Sometimes we travel and can’t find beauty. We are lost. It was only when my watercolor companions outlined three pictures within my one that the beauty emerged before my eyes.
How do our companions open our eyes?

… watching for the brushstrokes of God

Sometimes we travel and can’t find beauty. We are lost. It was only when my watercolor companions outlined three pictures within my one that the beauty emerged before my eyes.
How do our companions open our eyes?

Today would have been my dad’s 88th birthday. He died on Palm Sunday, April 5, 2020 and I am still waiting to be able to travel in order to hold a funeral. As we are opening up, we are bringing our losses and dead with us.
How do we remember, grieve and lay to rest our losses? Our layer upon layer of trauma?

What is the nature of a life that continues beyond trauma? Cathy Caruth

“I like to look at maps, especially the really old ones. The ones made by people who understood mapmaking as an art. The ones made before all the corners of the earth had been charted, and adventurous souls approaching the boundaries of the known world were warned by the cartographer’s hand, ‘Beyond here be dragons.’” Jan Richardson in Night Visions
What mapmaking do we engage in these days?

Sunday, June 7, 7:00 to ~7:30 pm, Live Streamed on Youtube.
The Charlottesville Clergy Collective invites you to “A Service Mourning the Deaths from COVID-19 and Racism.” This service names the dual diseases of COVID-19 and racism that are ravaging our country and our world. It also calls us to respond. Please mark your calendars and join us for this service.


| DIRECTIONS |
Lines from the one containing "At what (x,y)" through the end of the listing are what is wanted, given again exactly with both ends included and pictures left out.

*** Begin section ***

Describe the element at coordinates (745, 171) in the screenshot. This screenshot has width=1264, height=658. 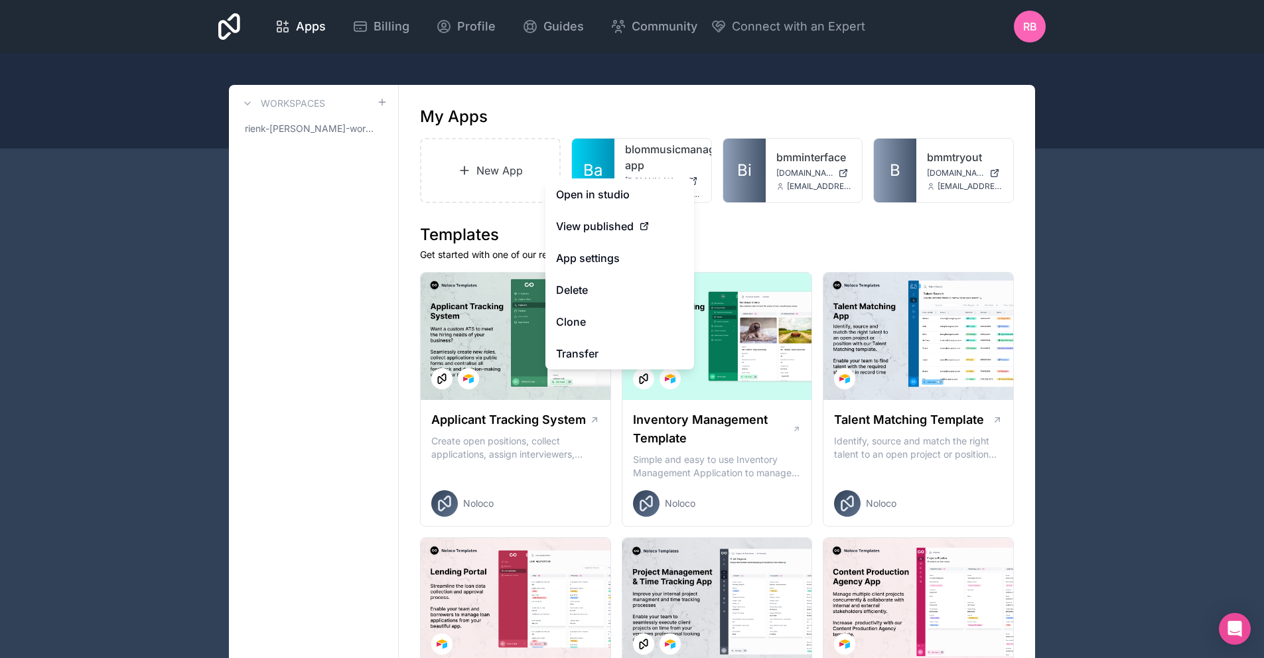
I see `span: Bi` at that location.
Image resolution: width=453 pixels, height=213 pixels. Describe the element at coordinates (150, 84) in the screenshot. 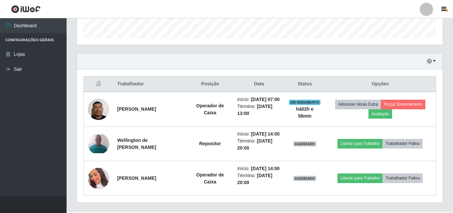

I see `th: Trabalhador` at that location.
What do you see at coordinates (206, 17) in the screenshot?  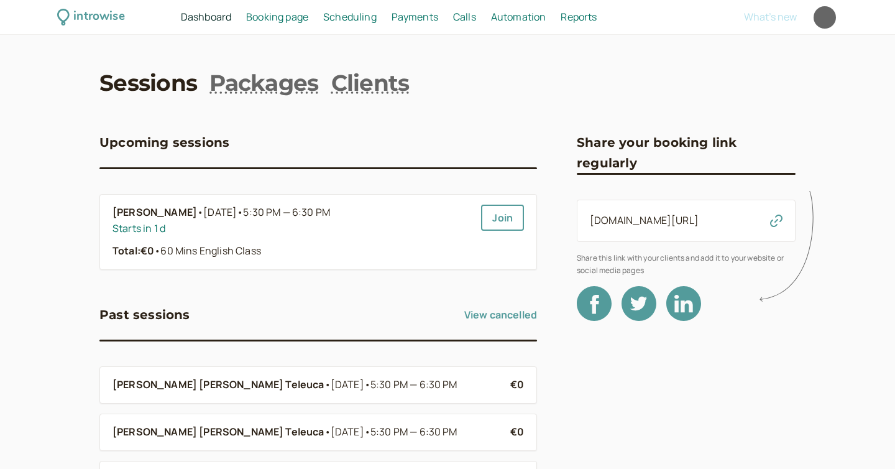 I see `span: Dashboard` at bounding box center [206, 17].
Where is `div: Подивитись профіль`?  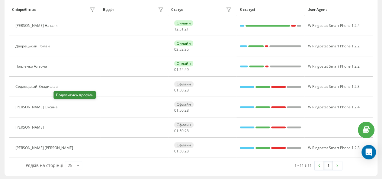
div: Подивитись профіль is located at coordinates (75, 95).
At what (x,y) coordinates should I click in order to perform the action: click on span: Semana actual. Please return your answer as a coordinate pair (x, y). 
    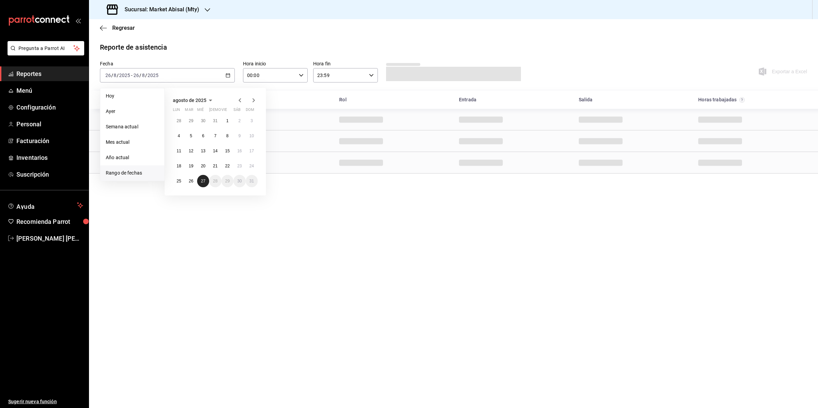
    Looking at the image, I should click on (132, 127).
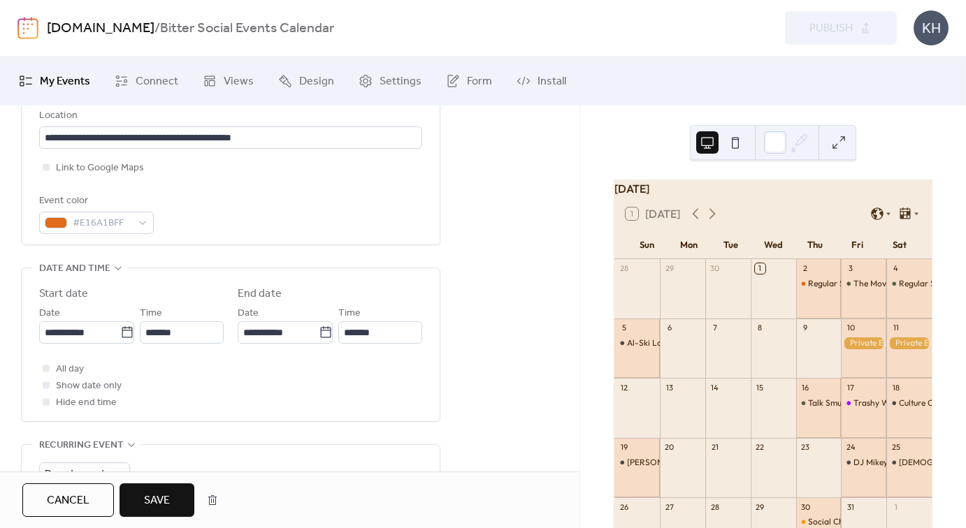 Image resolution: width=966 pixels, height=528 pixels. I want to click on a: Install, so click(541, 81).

*** End section ***

| ANSWER BOX |
At what (x,y) coordinates should I click in order to perform the action: click on span: Semana actual. Please return your answer as a coordinate pair (x, y). 
    Looking at the image, I should click on (132, 127).
 Image resolution: width=966 pixels, height=528 pixels. I want to click on a: Install, so click(541, 81).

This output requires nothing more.